EU LGBT survey: Poll on homophobia sparks concern
- Published
A quarter of gay people surveyed in a major EU poll say they have been subjected to attacks or violent threats in the past five years.
Poorer and younger respondents were more likely to face discrimination due to their sexuality, the survey found.
Some 93,000 people in the EU and Croatia were polled in the EU's first survey on this scale., external
Gay rights campaigners welcomed the report but called for stronger legal action by Brussels to tackle the issue.
Ilga-Europe, a non-governmental organisation which surveys attitudes to gay issues, told the BBC it regretted that a comprehensive EU Anti-Discrimination Directive drafted by the European Commission in 2008 had yet to be approved by EU leaders.
Ilga's own annual report, external published on Thursday found "little legislative progress towards protecting LGBTI [Lesbian, Gay, Bisexual, Transgender/Transexual and Intersexed people] from discrimination in accessing goods and services".
In a survey ranging across both the EU and the rest on Europe, the NGO noted the hostility gay people encountered in former Soviet states like Russia and Georgia when they tried to demonstrate publicly.
On Friday, about 10,000 anti-gay protesters in the Georgian capital Tbilisi stormed police barricades, beating and chasing a couple of dozen gay activists who had tried to mark the international day against homophobia.
Unreported discrimination
The report by the EU's Fundamental Rights Agency (FRA) was launched at a conference in The Hague attended by some 300 politicians and experts.
Respondents were asked in the survey whether they had experienced discrimination, violence, verbal abuse or hate speech on the grounds of their sexual orientation or gender identity.
The survey found
East European states recorded the highest levels of homophobic behaviour
Some 26% of respondents (and 35% of transgender respondents) said they had been attacked or threatened with violence in the past five years
Most of the hate attacks reported took place in public and were perpetrated by more than one person, with the attackers predominantly being male
More than half of those who said they had been attacked did not report the incident to the authorities, believing no action would be taken
Half of respondents said they had felt personally discriminated against in the year before the survey, although 90% did not report the discrimination
Some 20% of gay or bisexual respondents and 29% of transgender respondents said they had suffered discrimination at work or when looking for a job
Two-thirds of respondents said they had tried to hide or disguise their sexuality at school
Ioannis Dimitrakopoulos, head of the FRA's equality and citizens' rights department, told the BBC News website it was unclear whether the reported level of homophobic crime had increased because of a past lack of data.
The survey was commissioned in 2007, the same year the FRA was created, after the EU gained new powers to tackle discrimination, he said.
Despite the findings of the survey, Mr Dimitrakopoulos said there appeared to be a "pattern across Europe whereby things seem to be improving for the younger generation".
"From circumstantial evidence, it is possible to say that the situation has improved, both in legal terms and in people's perceptions," he argued.
Spat at
Ilga's communications manager, Juris Lavrikovs, said that while the EU report was welcome, it was regrettable that the EU's 2000 directive on equal treatment in employment had not been extended to cover access to goods and services.
The EU had made "tremendous progress" legislatively and in terms of promoting awareness of gay rights, he told the BBC, but the economic crisis had increased radicalisation, complicating the lives of gay people.
"Look how easily political opinion is being manipulated in Europe, how certain rhetoric can provoke violence, and it is very easy for people to go back into the closet," he said.
"Look at France, which used to be considered a very liberal, very open country. Now it is scary for a gay couple to walk hand in hand in Paris because of the increase in violence."
The EU survey suggests Lithuania has one of the worst records for homophobic behaviour. Tomas Vytautas Raskevicius, project assistant at the Lithuanian Gay League, told the BBC: "Lithuania has one of the highest suicide rates in Europe.
"We have this real feeling that a lot of suicides are connected to homophobic bullying. The authorities don't talk about it out loud, and the daily harassment and remarks in the streets and public places is very widespread."
One gay man from the Netherlands, John van Breugel, told the BBC he was shocked by the scale of the problem.
He himself, he said, had been subjected to homophobic abuse only twice in his life.
"First when I was in Germany with my boyfriend and a couple came up and called us 'dirty gays'," he said. On the second occasion, he was in London when someone spat in his face as he went to the shops.
He said the EU should do everything it could to tackle hate crime against gay people, including sanctions on countries that allowed homophobic attacks to happen.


### Task brief
Copy out all the lines of the data precisely, omitting any pictures.

### Data to use

+ + + + + + +

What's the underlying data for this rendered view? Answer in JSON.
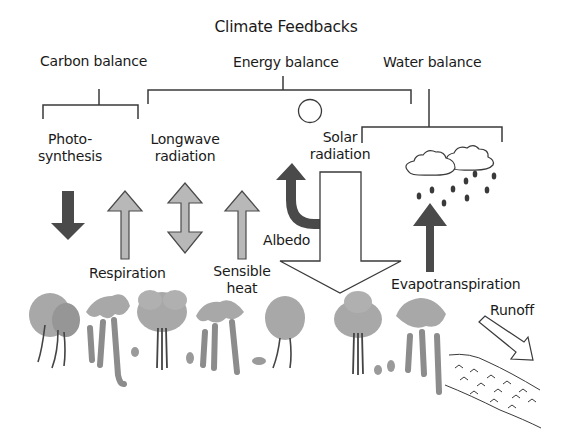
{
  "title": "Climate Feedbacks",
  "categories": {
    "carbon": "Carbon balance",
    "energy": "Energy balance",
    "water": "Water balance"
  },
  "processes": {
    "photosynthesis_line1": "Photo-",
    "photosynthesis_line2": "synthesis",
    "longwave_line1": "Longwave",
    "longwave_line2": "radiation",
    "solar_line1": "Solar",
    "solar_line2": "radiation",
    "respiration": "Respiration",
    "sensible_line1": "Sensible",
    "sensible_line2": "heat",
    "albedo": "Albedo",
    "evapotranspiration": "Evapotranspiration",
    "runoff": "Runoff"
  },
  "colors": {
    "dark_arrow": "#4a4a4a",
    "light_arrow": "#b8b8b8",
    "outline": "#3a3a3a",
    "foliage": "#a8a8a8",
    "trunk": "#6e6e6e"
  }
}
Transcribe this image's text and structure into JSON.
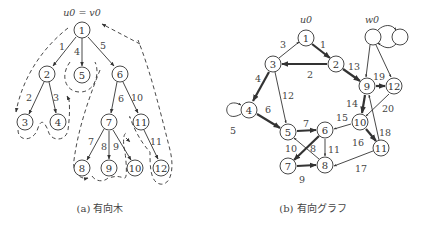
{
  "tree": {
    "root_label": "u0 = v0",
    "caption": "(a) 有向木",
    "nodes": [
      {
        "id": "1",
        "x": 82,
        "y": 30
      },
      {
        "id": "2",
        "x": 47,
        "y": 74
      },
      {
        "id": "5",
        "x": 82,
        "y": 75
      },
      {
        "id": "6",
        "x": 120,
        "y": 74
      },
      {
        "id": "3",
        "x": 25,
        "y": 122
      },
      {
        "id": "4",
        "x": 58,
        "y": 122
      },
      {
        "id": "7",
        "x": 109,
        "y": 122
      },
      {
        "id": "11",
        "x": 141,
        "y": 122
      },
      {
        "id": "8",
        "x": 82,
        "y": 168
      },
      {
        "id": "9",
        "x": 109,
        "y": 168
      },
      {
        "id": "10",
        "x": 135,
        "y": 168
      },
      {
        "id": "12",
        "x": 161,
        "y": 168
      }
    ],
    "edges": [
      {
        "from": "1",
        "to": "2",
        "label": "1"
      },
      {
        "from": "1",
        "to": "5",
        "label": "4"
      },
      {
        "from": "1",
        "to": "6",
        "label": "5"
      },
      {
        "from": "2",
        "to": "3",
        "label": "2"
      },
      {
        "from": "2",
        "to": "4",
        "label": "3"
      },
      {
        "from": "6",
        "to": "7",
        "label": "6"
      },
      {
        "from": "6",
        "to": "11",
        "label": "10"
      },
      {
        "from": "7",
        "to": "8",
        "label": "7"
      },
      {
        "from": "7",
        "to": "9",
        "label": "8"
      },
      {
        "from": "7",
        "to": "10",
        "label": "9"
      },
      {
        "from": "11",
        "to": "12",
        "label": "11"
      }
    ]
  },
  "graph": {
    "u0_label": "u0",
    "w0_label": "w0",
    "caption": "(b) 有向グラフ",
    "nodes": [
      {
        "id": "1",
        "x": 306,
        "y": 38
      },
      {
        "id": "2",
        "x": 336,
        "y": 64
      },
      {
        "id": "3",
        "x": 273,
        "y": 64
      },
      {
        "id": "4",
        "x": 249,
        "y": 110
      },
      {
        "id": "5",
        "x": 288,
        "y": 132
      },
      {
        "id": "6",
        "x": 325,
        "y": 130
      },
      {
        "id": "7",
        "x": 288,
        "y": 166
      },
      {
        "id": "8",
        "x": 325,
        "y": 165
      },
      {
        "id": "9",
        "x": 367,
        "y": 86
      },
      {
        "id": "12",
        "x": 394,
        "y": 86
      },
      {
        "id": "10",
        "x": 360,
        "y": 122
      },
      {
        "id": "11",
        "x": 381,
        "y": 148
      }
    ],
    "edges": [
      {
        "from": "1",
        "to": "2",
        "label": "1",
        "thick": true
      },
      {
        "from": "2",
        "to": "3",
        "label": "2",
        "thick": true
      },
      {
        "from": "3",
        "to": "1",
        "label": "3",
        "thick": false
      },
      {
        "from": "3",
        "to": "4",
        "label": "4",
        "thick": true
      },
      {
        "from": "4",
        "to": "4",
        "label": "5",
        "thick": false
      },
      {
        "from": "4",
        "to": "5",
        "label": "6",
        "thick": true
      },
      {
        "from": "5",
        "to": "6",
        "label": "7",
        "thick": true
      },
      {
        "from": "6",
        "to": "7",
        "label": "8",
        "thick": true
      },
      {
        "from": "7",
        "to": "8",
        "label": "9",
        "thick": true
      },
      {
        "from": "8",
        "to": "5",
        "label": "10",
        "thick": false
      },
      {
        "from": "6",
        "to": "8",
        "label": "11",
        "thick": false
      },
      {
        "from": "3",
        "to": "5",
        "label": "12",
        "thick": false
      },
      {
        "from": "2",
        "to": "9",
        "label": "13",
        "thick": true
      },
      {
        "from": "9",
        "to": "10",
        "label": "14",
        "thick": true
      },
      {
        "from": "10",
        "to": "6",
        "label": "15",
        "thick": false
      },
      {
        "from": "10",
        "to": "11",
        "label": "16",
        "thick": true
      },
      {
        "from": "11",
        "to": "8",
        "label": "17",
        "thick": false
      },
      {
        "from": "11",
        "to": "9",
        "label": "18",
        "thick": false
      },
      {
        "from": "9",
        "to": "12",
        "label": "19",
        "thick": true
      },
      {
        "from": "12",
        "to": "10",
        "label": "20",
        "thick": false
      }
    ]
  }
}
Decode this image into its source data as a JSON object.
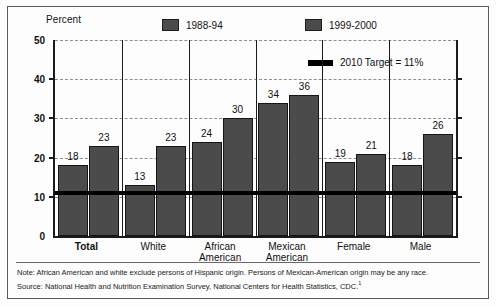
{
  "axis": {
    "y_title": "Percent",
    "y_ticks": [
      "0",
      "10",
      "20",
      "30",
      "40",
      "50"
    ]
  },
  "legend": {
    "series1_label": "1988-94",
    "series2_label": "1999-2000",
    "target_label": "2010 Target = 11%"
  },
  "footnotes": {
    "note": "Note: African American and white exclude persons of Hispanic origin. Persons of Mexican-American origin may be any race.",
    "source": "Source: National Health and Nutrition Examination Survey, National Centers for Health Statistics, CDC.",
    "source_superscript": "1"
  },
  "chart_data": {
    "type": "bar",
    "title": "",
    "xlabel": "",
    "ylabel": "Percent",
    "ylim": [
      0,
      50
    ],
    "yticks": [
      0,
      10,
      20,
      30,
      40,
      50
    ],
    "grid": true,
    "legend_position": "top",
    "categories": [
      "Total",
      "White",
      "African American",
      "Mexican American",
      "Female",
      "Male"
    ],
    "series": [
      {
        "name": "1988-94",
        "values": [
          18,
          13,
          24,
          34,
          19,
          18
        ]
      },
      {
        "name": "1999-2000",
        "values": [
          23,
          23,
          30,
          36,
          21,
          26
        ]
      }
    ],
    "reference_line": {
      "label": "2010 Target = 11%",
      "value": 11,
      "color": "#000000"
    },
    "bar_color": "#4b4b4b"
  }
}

+ + + + + + +

### Your response
What's the underlying data for this rendered view? Answer in JSON.
{
  "title": "Climate Feedbacks",
  "categories": {
    "carbon": "Carbon balance",
    "energy": "Energy balance",
    "water": "Water balance"
  },
  "processes": {
    "photosynthesis_line1": "Photo-",
    "photosynthesis_line2": "synthesis",
    "longwave_line1": "Longwave",
    "longwave_line2": "radiation",
    "solar_line1": "Solar",
    "solar_line2": "radiation",
    "respiration": "Respiration",
    "sensible_line1": "Sensible",
    "sensible_line2": "heat",
    "albedo": "Albedo",
    "evapotranspiration": "Evapotranspiration",
    "runoff": "Runoff"
  },
  "colors": {
    "dark_arrow": "#4a4a4a",
    "light_arrow": "#b8b8b8",
    "outline": "#3a3a3a",
    "foliage": "#a8a8a8",
    "trunk": "#6e6e6e"
  }
}
Transcribe this image's text and structure into JSON.
{
  "tree": {
    "root_label": "u0 = v0",
    "caption": "(a) 有向木",
    "nodes": [
      {
        "id": "1",
        "x": 82,
        "y": 30
      },
      {
        "id": "2",
        "x": 47,
        "y": 74
      },
      {
        "id": "5",
        "x": 82,
        "y": 75
      },
      {
        "id": "6",
        "x": 120,
        "y": 74
      },
      {
        "id": "3",
        "x": 25,
        "y": 122
      },
      {
        "id": "4",
        "x": 58,
        "y": 122
      },
      {
        "id": "7",
        "x": 109,
        "y": 122
      },
      {
        "id": "11",
        "x": 141,
        "y": 122
      },
      {
        "id": "8",
        "x": 82,
        "y": 168
      },
      {
        "id": "9",
        "x": 109,
        "y": 168
      },
      {
        "id": "10",
        "x": 135,
        "y": 168
      },
      {
        "id": "12",
        "x": 161,
        "y": 168
      }
    ],
    "edges": [
      {
        "from": "1",
        "to": "2",
        "label": "1"
      },
      {
        "from": "1",
        "to": "5",
        "label": "4"
      },
      {
        "from": "1",
        "to": "6",
        "label": "5"
      },
      {
        "from": "2",
        "to": "3",
        "label": "2"
      },
      {
        "from": "2",
        "to": "4",
        "label": "3"
      },
      {
        "from": "6",
        "to": "7",
        "label": "6"
      },
      {
        "from": "6",
        "to": "11",
        "label": "10"
      },
      {
        "from": "7",
        "to": "8",
        "label": "7"
      },
      {
        "from": "7",
        "to": "9",
        "label": "8"
      },
      {
        "from": "7",
        "to": "10",
        "label": "9"
      },
      {
        "from": "11",
        "to": "12",
        "label": "11"
      }
    ]
  },
  "graph": {
    "u0_label": "u0",
    "w0_label": "w0",
    "caption": "(b) 有向グラフ",
    "nodes": [
      {
        "id": "1",
        "x": 306,
        "y": 38
      },
      {
        "id": "2",
        "x": 336,
        "y": 64
      },
      {
        "id": "3",
        "x": 273,
        "y": 64
      },
      {
        "id": "4",
        "x": 249,
        "y": 110
      },
      {
        "id": "5",
        "x": 288,
        "y": 132
      },
      {
        "id": "6",
        "x": 325,
        "y": 130
      },
      {
        "id": "7",
        "x": 288,
        "y": 166
      },
      {
        "id": "8",
        "x": 325,
        "y": 165
      },
      {
        "id": "9",
        "x": 367,
        "y": 86
      },
      {
        "id": "12",
        "x": 394,
        "y": 86
      },
      {
        "id": "10",
        "x": 360,
        "y": 122
      },
      {
        "id": "11",
        "x": 381,
        "y": 148
      }
    ],
    "edges": [
      {
        "from": "1",
        "to": "2",
        "label": "1",
        "thick": true
      },
      {
        "from": "2",
        "to": "3",
        "label": "2",
        "thick": true
      },
      {
        "from": "3",
        "to": "1",
        "label": "3",
        "thick": false
      },
      {
        "from": "3",
        "to": "4",
        "label": "4",
        "thick": true
      },
      {
        "from": "4",
        "to": "4",
        "label": "5",
        "thick": false
      },
      {
        "from": "4",
        "to": "5",
        "label": "6",
        "thick": true
      },
      {
        "from": "5",
        "to": "6",
        "label": "7",
        "thick": true
      },
      {
        "from": "6",
        "to": "7",
        "label": "8",
        "thick": true
      },
      {
        "from": "7",
        "to": "8",
        "label": "9",
        "thick": true
      },
      {
        "from": "8",
        "to": "5",
        "label": "10",
        "thick": false
      },
      {
        "from": "6",
        "to": "8",
        "label": "11",
        "thick": false
      },
      {
        "from": "3",
        "to": "5",
        "label": "12",
        "thick": false
      },
      {
        "from": "2",
        "to": "9",
        "label": "13",
        "thick": true
      },
      {
        "from": "9",
        "to": "10",
        "label": "14",
        "thick": true
      },
      {
        "from": "10",
        "to": "6",
        "label": "15",
        "thick": false
      },
      {
        "from": "10",
        "to": "11",
        "label": "16",
        "thick": true
      },
      {
        "from": "11",
        "to": "8",
        "label": "17",
        "thick": false
      },
      {
        "from": "11",
        "to": "9",
        "label": "18",
        "thick": false
      },
      {
        "from": "9",
        "to": "12",
        "label": "19",
        "thick": true
      },
      {
        "from": "12",
        "to": "10",
        "label": "20",
        "thick": false
      }
    ]
  }
}
Decode this image into its source data as a JSON object.
{
  "axis": {
    "y_title": "Percent",
    "y_ticks": [
      "0",
      "10",
      "20",
      "30",
      "40",
      "50"
    ]
  },
  "legend": {
    "series1_label": "1988-94",
    "series2_label": "1999-2000",
    "target_label": "2010 Target = 11%"
  },
  "footnotes": {
    "note": "Note: African American and white exclude persons of Hispanic origin. Persons of Mexican-American origin may be any race.",
    "source": "Source: National Health and Nutrition Examination Survey, National Centers for Health Statistics, CDC.",
    "source_superscript": "1"
  },
  "chart_data": {
    "type": "bar",
    "title": "",
    "xlabel": "",
    "ylabel": "Percent",
    "ylim": [
      0,
      50
    ],
    "yticks": [
      0,
      10,
      20,
      30,
      40,
      50
    ],
    "grid": true,
    "legend_position": "top",
    "categories": [
      "Total",
      "White",
      "African American",
      "Mexican American",
      "Female",
      "Male"
    ],
    "series": [
      {
        "name": "1988-94",
        "values": [
          18,
          13,
          24,
          34,
          19,
          18
        ]
      },
      {
        "name": "1999-2000",
        "values": [
          23,
          23,
          30,
          36,
          21,
          26
        ]
      }
    ],
    "reference_line": {
      "label": "2010 Target = 11%",
      "value": 11,
      "color": "#000000"
    },
    "bar_color": "#4b4b4b"
  }
}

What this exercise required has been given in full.